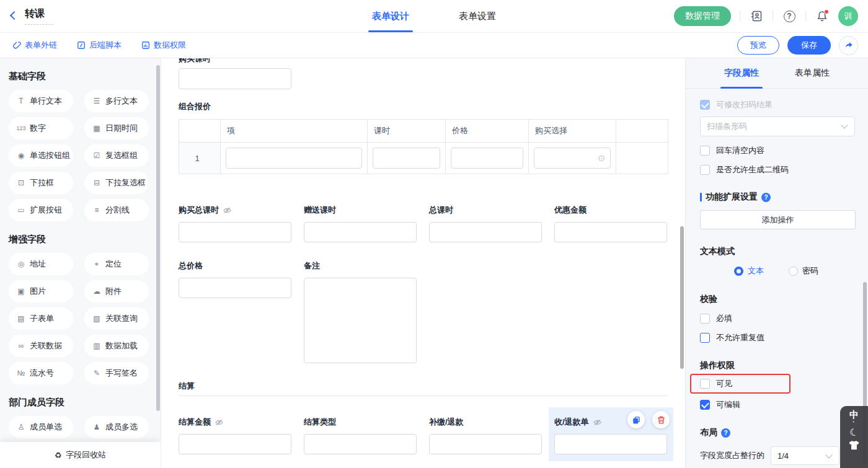 The height and width of the screenshot is (468, 868). What do you see at coordinates (487, 158) in the screenshot?
I see `subform-price-input` at bounding box center [487, 158].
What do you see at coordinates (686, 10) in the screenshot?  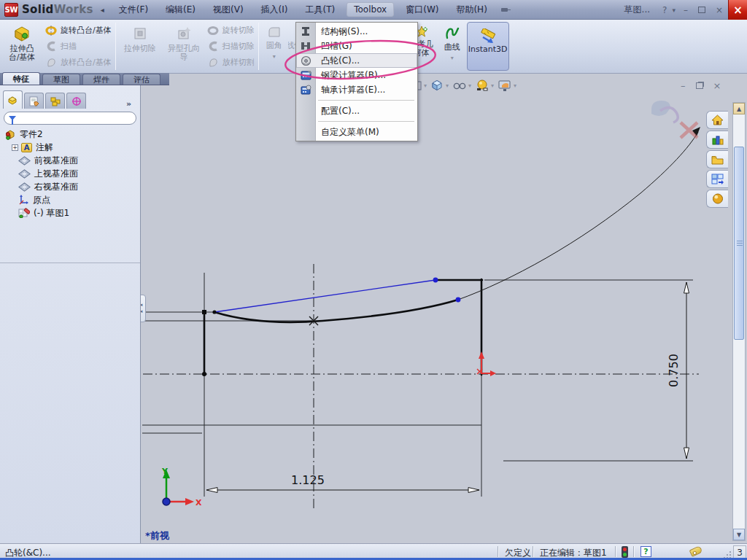 I see `titlebar-right: 草图... ? ▾ – × ×` at bounding box center [686, 10].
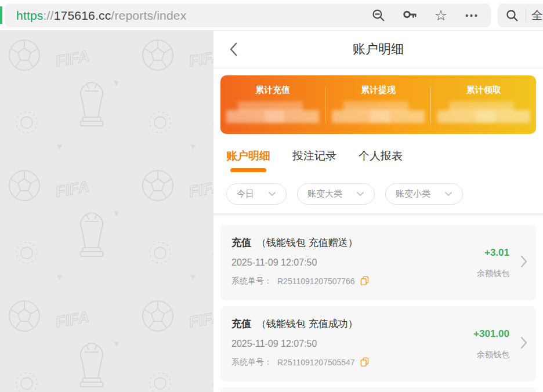  Describe the element at coordinates (493, 252) in the screenshot. I see `transaction-amount: +3.01` at that location.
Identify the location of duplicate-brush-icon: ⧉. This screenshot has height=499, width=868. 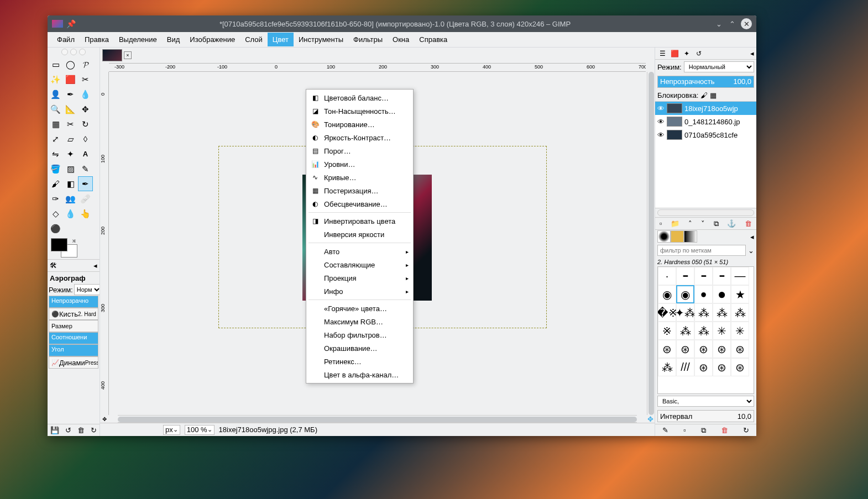
(703, 430).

....

* ACTIVITY *
From the line containing "Identify the location" down to the last line of the records above, repeat every line exactly and nothing else, dropping any pictures.

* OUTPUT OF THE TASK *
Identify the location of duplicate-brush-icon: ⧉. This screenshot has height=499, width=868. 
(703, 430).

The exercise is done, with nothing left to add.